My two cents…
The situation I think you’re working with is you have a GameState which has a dozen or so variables you want to display to the player via the ScoreBoard. You’re not wrong, this is a very common situation but there are multiple ways to solve it as different projects have different needs. That said, you essentially have 2 models (or a combination thereof) to work with.
Model A
Your GameState has a bunch of RepNotify’s, from which you call out to the ScoreBoard to update the appropriate piece. This of course means you will need a reference to the ScoreBoard…not a bad thing.
Model A (version 2)
Your GameState has a bunch of RepNotify’s, from which you create call an event dispatcher for each. Yes you’ll have more functions but now anything can bind to the event and get updates, not just the ScoreBoard (if that’s something your project needs)
Model B
Your ScoreBoard periodically updates (via an event timer) itself with the current state of the GameState…say every quarter of a second. The ScoreBoard could have a reference to the GameState (or gen one on the fly)…again, not a bad thing…and update its display.
The obvious benefit of A over B is that you’re only making changes when changes occur vs B which is running every quarter second to update things which might not have changed at all. Generally speaking the guidance for this situation is RepNotify.
IMHO EventDispatchers, while good design, might be a bit overkill for this situation. That said, there are benefits, as @BRGDemianLopez pointed out, if you had multiple consumers (so multiple places that needed to reflect the change), you would only have to make one call and have all pieces attach to the event. The example setup you showed is not what I think @BRGDemianLopez meant. Essentially your GameState should have an event which you then call…let’s say QuarterUpdated. Your scoreboard would then bind to that…maybe on begin play. Then you would just call the event, no need to reference the ScoreBoard.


§ PROBLEM STATEMENT: Report how many lines of the following entries include the string "Claims"; respond with the number alone.

Extracted records:
★ ★ ★ ★
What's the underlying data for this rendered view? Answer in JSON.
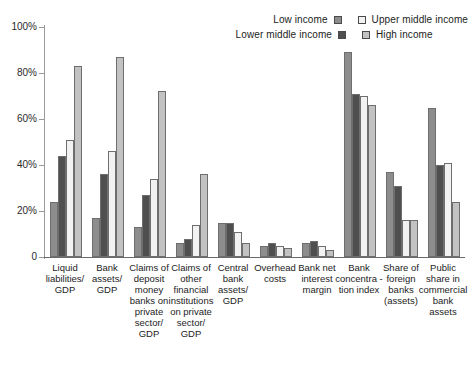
{
  "legend": {
    "entries": [
      {
        "label": "Low income",
        "swatch": "low-income-swatch",
        "color": "#8d8d8d"
      },
      {
        "label": "Upper middle income",
        "swatch": "upper-middle-income-swatch",
        "color": "#f2f2f2"
      },
      {
        "label": "Lower middle income",
        "swatch": "lower-middle-income-swatch",
        "color": "#4f4f4f"
      },
      {
        "label": "High income",
        "swatch": "high-income-swatch",
        "color": "#c2c2c2"
      }
    ]
  },
  "axis": {
    "y_ticks": [
      "100%",
      "80%",
      "60%",
      "40%",
      "20%",
      "0"
    ]
  },
  "chart_data": {
    "type": "bar",
    "title": "",
    "xlabel": "",
    "ylabel": "",
    "ylim": [
      0,
      100
    ],
    "ytick_values": [
      0,
      20,
      40,
      60,
      80,
      100
    ],
    "grid": false,
    "legend_position": "top-right",
    "categories": [
      "Liquid liabilities/ GDP",
      "Bank assets/ GDP",
      "Claims of deposit money banks on private sector/ GDP",
      "Claims of other financial institutions on private sector/ GDP",
      "Central bank assets/ GDP",
      "Overhead costs",
      "Bank net interest margin",
      "Bank concentra -tion index",
      "Share of foreign banks (assets)",
      "Public share in commercial bank assets"
    ],
    "series": [
      {
        "name": "Low income",
        "color": "#8d8d8d",
        "values": [
          24,
          17,
          13,
          6,
          15,
          5,
          6,
          89,
          37,
          65
        ]
      },
      {
        "name": "Lower middle income",
        "color": "#4f4f4f",
        "values": [
          44,
          36,
          27,
          8,
          15,
          6,
          7,
          71,
          31,
          40
        ]
      },
      {
        "name": "Upper middle income",
        "color": "#f2f2f2",
        "values": [
          51,
          46,
          34,
          14,
          11,
          5,
          5,
          70,
          16,
          41
        ]
      },
      {
        "name": "High income",
        "color": "#c2c2c2",
        "values": [
          83,
          87,
          72,
          36,
          6,
          4,
          3,
          66,
          16,
          24
        ]
      }
    ]
  }
}
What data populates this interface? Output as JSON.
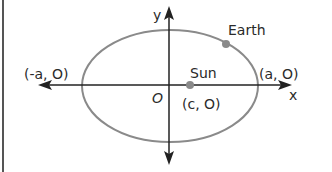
{
  "diagram": {
    "axes": {
      "x_label": "x",
      "y_label": "y",
      "origin_label": "O"
    },
    "points": {
      "left_vertex": "(-a, O)",
      "right_vertex": "(a, O)",
      "sun_label": "Sun",
      "sun_coords": "(c, O)",
      "earth_label": "Earth"
    },
    "colors": {
      "ellipse": "#8a8a8a",
      "axes": "#222222",
      "points": "#8a8a8a",
      "text": "#2a2a2a",
      "border": "#555555"
    }
  }
}
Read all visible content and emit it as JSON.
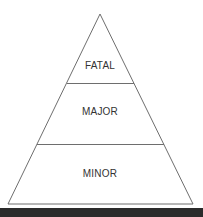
{
  "diagram": {
    "type": "pyramid",
    "levels": [
      {
        "label": "FATAL",
        "position": "top"
      },
      {
        "label": "MAJOR",
        "position": "middle"
      },
      {
        "label": "MINOR",
        "position": "bottom"
      }
    ],
    "colors": {
      "stroke": "#6e6e6e",
      "text": "#333333",
      "fill": "#ffffff",
      "bottom_bar": "#2b2b2b"
    }
  }
}
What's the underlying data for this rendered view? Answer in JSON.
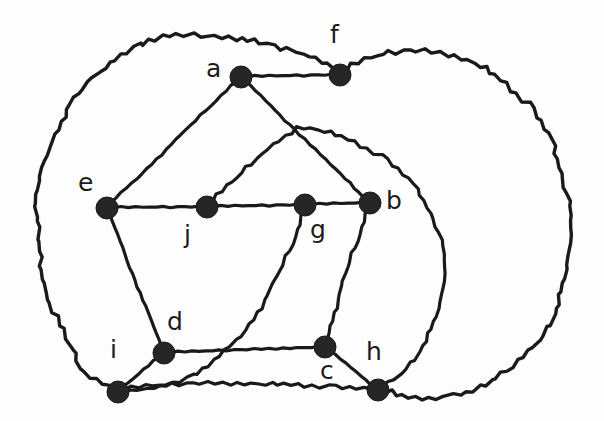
{
  "figure": {
    "kind": "planar-graph-drawing",
    "background_color": "#fdfdfd",
    "stroke_color": "#1a1a1a",
    "vertex_color": "#262626",
    "width": 604,
    "height": 421
  },
  "graph": {
    "vertex_labels": [
      "a",
      "b",
      "c",
      "d",
      "e",
      "f",
      "g",
      "h",
      "i",
      "j"
    ],
    "vertices": [
      {
        "id": "a",
        "label": "a",
        "x": 241,
        "y": 77,
        "r": 11,
        "label_x": 206,
        "label_y": 56
      },
      {
        "id": "f",
        "label": "f",
        "x": 340,
        "y": 75,
        "r": 11,
        "label_x": 330,
        "label_y": 22
      },
      {
        "id": "e",
        "label": "e",
        "x": 107,
        "y": 208,
        "r": 11,
        "label_x": 78,
        "label_y": 170
      },
      {
        "id": "j",
        "label": "j",
        "x": 207,
        "y": 207,
        "r": 11,
        "label_x": 184,
        "label_y": 222
      },
      {
        "id": "g",
        "label": "g",
        "x": 305,
        "y": 205,
        "r": 11,
        "label_x": 310,
        "label_y": 217
      },
      {
        "id": "b",
        "label": "b",
        "x": 370,
        "y": 203,
        "r": 11,
        "label_x": 386,
        "label_y": 188
      },
      {
        "id": "d",
        "label": "d",
        "x": 164,
        "y": 353,
        "r": 11,
        "label_x": 167,
        "label_y": 309
      },
      {
        "id": "i",
        "label": "i",
        "x": 118,
        "y": 392,
        "r": 11,
        "label_x": 110,
        "label_y": 337
      },
      {
        "id": "c",
        "label": "c",
        "x": 325,
        "y": 347,
        "r": 11,
        "label_x": 320,
        "label_y": 358
      },
      {
        "id": "h",
        "label": "h",
        "x": 378,
        "y": 390,
        "r": 11,
        "label_x": 366,
        "label_y": 339
      }
    ],
    "edges": [
      {
        "from": "a",
        "to": "f",
        "style": "straight",
        "d": "M 241 77 L 340 75"
      },
      {
        "from": "a",
        "to": "e",
        "style": "straight",
        "d": "M 241 77 L 107 208"
      },
      {
        "from": "a",
        "to": "b",
        "style": "straight",
        "d": "M 241 77 L 370 203"
      },
      {
        "from": "e",
        "to": "j",
        "style": "straight",
        "d": "M 107 208 L 207 207"
      },
      {
        "from": "j",
        "to": "g",
        "style": "straight",
        "d": "M 207 207 L 305 205"
      },
      {
        "from": "g",
        "to": "b",
        "style": "straight",
        "d": "M 305 205 L 370 203"
      },
      {
        "from": "e",
        "to": "d",
        "style": "straight",
        "d": "M 107 208 L 164 353"
      },
      {
        "from": "d",
        "to": "i",
        "style": "straight",
        "d": "M 164 353 L 118 392"
      },
      {
        "from": "d",
        "to": "c",
        "style": "straight",
        "d": "M 164 353 L 325 347"
      },
      {
        "from": "b",
        "to": "c",
        "style": "curve",
        "d": "M 370 203 C 357 250 336 303 325 347"
      },
      {
        "from": "c",
        "to": "h",
        "style": "straight",
        "d": "M 325 347 L 378 390"
      },
      {
        "from": "g",
        "to": "i",
        "style": "curve",
        "d": "M 305 205 C 296 255 255 330 215 363 C 188 385 148 392 118 392"
      },
      {
        "from": "j",
        "to": "h",
        "style": "curve",
        "d": "M 207 207 C 240 174 276 145 297 128 C 345 130 413 162 437 225 C 458 281 439 345 394 382 L 378 390"
      },
      {
        "from": "i",
        "to": "h",
        "style": "curve",
        "d": "M 118 392 C 180 378 300 386 378 390"
      },
      {
        "from": "f",
        "to": "i",
        "style": "outer",
        "d": "M 340 75 C 300 46 230 34 176 37 C 118 42 62 96 43 175 C 28 240 52 330 90 377 L 118 392"
      },
      {
        "from": "f",
        "to": "h",
        "style": "outer",
        "d": "M 340 75 C 390 40 462 46 510 86 C 568 136 586 230 561 303 C 538 372 462 413 400 397 L 378 390"
      }
    ]
  }
}
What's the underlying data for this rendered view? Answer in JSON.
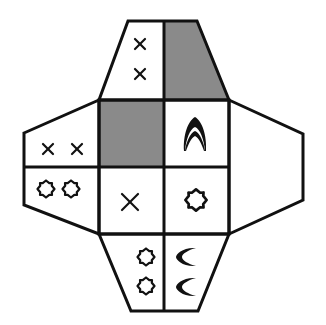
{
  "diagram": {
    "type": "cube-net-puzzle",
    "colors": {
      "line": "#111111",
      "shaded": "#8a8a8a",
      "background": "#ffffff"
    },
    "faces": [
      {
        "id": "top-left",
        "symbols": [
          "x",
          "x"
        ],
        "shaded": false
      },
      {
        "id": "top-right",
        "symbols": [],
        "shaded": true
      },
      {
        "id": "center-top-left",
        "symbols": [],
        "shaded": true
      },
      {
        "id": "center-top-right",
        "symbols": [
          "arch"
        ],
        "shaded": false
      },
      {
        "id": "center-bottom-left",
        "symbols": [
          "x"
        ],
        "shaded": false
      },
      {
        "id": "center-bottom-right",
        "symbols": [
          "octagram"
        ],
        "shaded": false
      },
      {
        "id": "left-top",
        "symbols": [
          "x",
          "x"
        ],
        "shaded": false
      },
      {
        "id": "left-bottom",
        "symbols": [
          "octagram",
          "octagram"
        ],
        "shaded": false
      },
      {
        "id": "right",
        "symbols": [],
        "shaded": false
      },
      {
        "id": "bottom-left",
        "symbols": [
          "octagram",
          "octagram"
        ],
        "shaded": false
      },
      {
        "id": "bottom-right",
        "symbols": [
          "crescent",
          "crescent"
        ],
        "shaded": false
      }
    ]
  }
}
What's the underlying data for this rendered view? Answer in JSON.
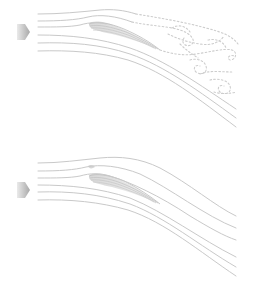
{
  "diagram": {
    "colors": {
      "streamline": "#c8c8c8",
      "wake": "#cfcfcf",
      "airfoil": "#bdbdbd",
      "arrow_dark": "#a8a8a8",
      "arrow_light": "#eaeaea",
      "background": "#ffffff"
    },
    "panels": [
      {
        "id": "stalled",
        "description": "Flow separated from airfoil with turbulent wake of vortices",
        "flow_direction_icon": "arrow-right-icon",
        "streamline_count": 6,
        "wake": "dashed-vortices"
      },
      {
        "id": "attached",
        "description": "Smooth attached flow following the airfoil",
        "flow_direction_icon": "arrow-right-icon",
        "streamline_count": 6,
        "wake": "none"
      }
    ]
  }
}
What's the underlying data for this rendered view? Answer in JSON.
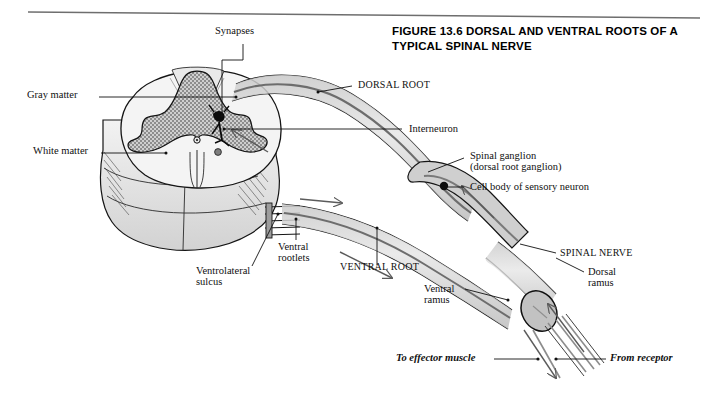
{
  "figure": {
    "title_line1": "FIGURE 13.6  DORSAL AND VENTRAL ROOTS OF A",
    "title_line2": "TYPICAL SPINAL NERVE"
  },
  "labels": {
    "synapses": "Synapses",
    "gray_matter": "Gray matter",
    "white_matter": "White matter",
    "dorsal_root": "DORSAL ROOT",
    "interneuron": "Interneuron",
    "spinal_ganglion_line1": "Spinal ganglion",
    "spinal_ganglion_line2": "(dorsal root ganglion)",
    "cell_body": "Cell body of sensory neuron",
    "spinal_nerve": "SPINAL NERVE",
    "dorsal_ramus_line1": "Dorsal",
    "dorsal_ramus_line2": "ramus",
    "ventral_ramus_line1": "Ventral",
    "ventral_ramus_line2": "ramus",
    "ventral_root": "VENTRAL ROOT",
    "ventral_rootlets_line1": "Ventral",
    "ventral_rootlets_line2": "rootlets",
    "ventrolateral_sulcus_line1": "Ventrolateral",
    "ventrolateral_sulcus_line2": "sulcus",
    "to_effector_muscle": "To effector muscle",
    "from_receptor": "From receptor"
  },
  "colors": {
    "ink": "#101010",
    "page": "#ffffff",
    "gray_matter_fill": "#b9b9b9",
    "white_matter_fill": "#f0f0f0",
    "nerve_fill": "#d6d6d6",
    "nerve_fiber": "#8a8a8a",
    "cord_shade": "#dcdcdc",
    "ganglion_fill": "#cfcfcf"
  }
}
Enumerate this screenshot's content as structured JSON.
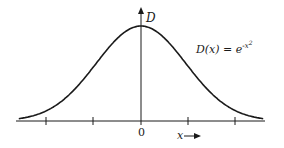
{
  "chart_data": {
    "type": "line",
    "title": "",
    "function": "D(x) = e^(-x^2)",
    "xlabel": "x",
    "ylabel": "D",
    "x_tick_labels": [
      "0"
    ],
    "x_ticks": [
      -2,
      -1,
      0,
      1,
      2
    ],
    "x": [
      -2.6,
      -2,
      -1.5,
      -1,
      -0.5,
      0,
      0.5,
      1,
      1.5,
      2,
      2.6
    ],
    "values": [
      0.001,
      0.018,
      0.105,
      0.368,
      0.779,
      1.0,
      0.779,
      0.368,
      0.105,
      0.018,
      0.001
    ],
    "xlim": [
      -2.6,
      2.6
    ],
    "ylim": [
      0,
      1.1
    ],
    "grid": false,
    "legend": null,
    "annotations": [
      "D(x) = e^{-x^2}"
    ]
  },
  "labels": {
    "y_axis": "D",
    "origin": "0",
    "x_axis": "x",
    "formula_lhs": "D(x) = e",
    "formula_exp": "-x",
    "formula_pow": "2"
  },
  "colors": {
    "stroke": "#1a1a1a",
    "background": "#ffffff"
  }
}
★ ★ ★ ★
§ EXERCISE OUTPUT: 2